Bank Reconciliation Automation: Stop Matching Transactions by Hand
Bank reconciliation in Business Central can run almost entirely on autopilot when live bank feeds are connected. The system matches transactions to open entries automatically. Your team only reviews the exceptions rather than checking every line.
Many finance teams still spend several hours each week on manual reconciliation, despite this feature being available at no extra cost. Switching it on usually requires nothing more than connecting your bank feed and confirming matching rules during setup.
This is one of the clearest examples of a feature that pays for itself almost immediately. Once it runs correctly, reconciliation becomes a daily five-minute check instead of a monthly scramble.
Copilot and Financial Reporting: Asking Instead of Building
Copilot adds a different layer to Business Central’s reporting and analytics tools. Rather than building a report from scratch, you can ask a question in plain language and get an answer drawn directly from your live ledger.
Ask Copilot to summarise overdue balances by customer, or to flag transactions that look unusual after comparing them with normal patterns. The system returns the answer immediately, without you needing to build a query or export anything first.
Copilot does not replace account schedules or cost accounting. It sits on top of them, giving your team a faster way to interrogate the same financial data. When the underlying reporting structure is set up properly, Copilot’s answers become considerably more useful, as we covered in Business Central Already Has AI Built In.
The lesson across all five features is the same. Configuration comes first, and the time saving follows once it is in place.
Get the Most From Your Financial Reporting Setup
These five features already sit inside your Business Central licence. Configuring them properly takes more than flipping a switch. Dimensions need planning. Account schedules need structure.
Cost accounting needs a clear allocation model from the start, and bank reconciliation needs the right feed connected before it can run unattended.
Tecvia works with UK manufacturers and distributors to configure financial reporting that actually reflects how their business runs, not a generic template. If you want to see what your current setup is missing, get in touch with Tecvia today to arrange a consultation or a demo.
FAQs
For anything not covered here, get in touch directly. We’re happy to answer questions specific to your business and your ERP requirements.
Dimension analysis lets you tag transactions with extra detail, such as department, project, or location, without expanding your chart of accounts. You can then report on the same transaction from several angles at once. Most businesses set up two or three dimensions during implementation, although more can be added after go-live without major redevelopment.
Account schedules let you define your own financial reports using rows for accounts or dimensions and columns for periods, budgets, or comparisons. Once built, the report reruns automatically with current figures each time you open it. They are commonly used for management accounts and budget reporting.

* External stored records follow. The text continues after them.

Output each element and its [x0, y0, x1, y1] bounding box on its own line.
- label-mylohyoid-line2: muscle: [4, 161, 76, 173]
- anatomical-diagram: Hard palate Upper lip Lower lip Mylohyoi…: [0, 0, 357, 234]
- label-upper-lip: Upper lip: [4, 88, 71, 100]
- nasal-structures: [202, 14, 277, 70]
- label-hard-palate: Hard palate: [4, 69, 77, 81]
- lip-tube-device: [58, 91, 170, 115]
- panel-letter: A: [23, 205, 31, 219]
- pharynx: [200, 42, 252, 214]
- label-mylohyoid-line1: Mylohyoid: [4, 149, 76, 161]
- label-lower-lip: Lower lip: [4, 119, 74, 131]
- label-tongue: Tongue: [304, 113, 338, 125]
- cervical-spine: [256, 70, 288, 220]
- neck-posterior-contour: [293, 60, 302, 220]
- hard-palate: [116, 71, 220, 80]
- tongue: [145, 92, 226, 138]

Yes. When connected to a live bank feed, Business Central matches incoming transactions to open ledger entries automatically. Your team reviews only the exceptions that do not match, rather than checking every transaction by hand. This significantly reduces the manual time spent on reconciliation each week.

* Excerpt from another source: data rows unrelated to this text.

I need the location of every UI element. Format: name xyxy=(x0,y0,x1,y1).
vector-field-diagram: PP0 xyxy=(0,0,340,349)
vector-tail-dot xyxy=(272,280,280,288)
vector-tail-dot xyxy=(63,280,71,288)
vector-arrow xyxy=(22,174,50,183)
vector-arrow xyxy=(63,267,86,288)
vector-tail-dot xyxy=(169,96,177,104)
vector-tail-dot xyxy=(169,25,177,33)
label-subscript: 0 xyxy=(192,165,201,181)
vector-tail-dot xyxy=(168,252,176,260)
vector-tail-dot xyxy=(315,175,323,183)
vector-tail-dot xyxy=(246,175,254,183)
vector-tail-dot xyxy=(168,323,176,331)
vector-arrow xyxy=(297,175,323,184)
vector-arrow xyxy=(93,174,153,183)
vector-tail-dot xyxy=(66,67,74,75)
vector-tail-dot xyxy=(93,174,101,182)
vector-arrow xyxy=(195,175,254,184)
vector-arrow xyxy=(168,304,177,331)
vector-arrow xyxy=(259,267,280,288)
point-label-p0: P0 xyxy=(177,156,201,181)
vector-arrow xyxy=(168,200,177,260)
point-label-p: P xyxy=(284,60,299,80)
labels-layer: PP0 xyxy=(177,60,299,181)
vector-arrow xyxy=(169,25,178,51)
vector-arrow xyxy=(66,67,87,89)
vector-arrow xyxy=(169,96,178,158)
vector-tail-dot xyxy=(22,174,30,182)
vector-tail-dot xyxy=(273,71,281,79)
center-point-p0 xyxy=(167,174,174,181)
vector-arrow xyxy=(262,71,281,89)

No. Business Central includes account schedules, cost accounting, and standard financial statements without needing Power BI. Power BI adds a further layer for interactive dashboards and cross-system analysis. The core reporting tools still work independently inside Business Central itself.
Yes. Copilot is included as part of standard Business Central subscriptions and works alongside existing reporting tools rather than replacing them. You can ask questions about your financial data in plain language and receive an answer drawn from live figures. The quality of those answers depends on how well your underlying reporting structure, such as dimensions and account schedules, is set up.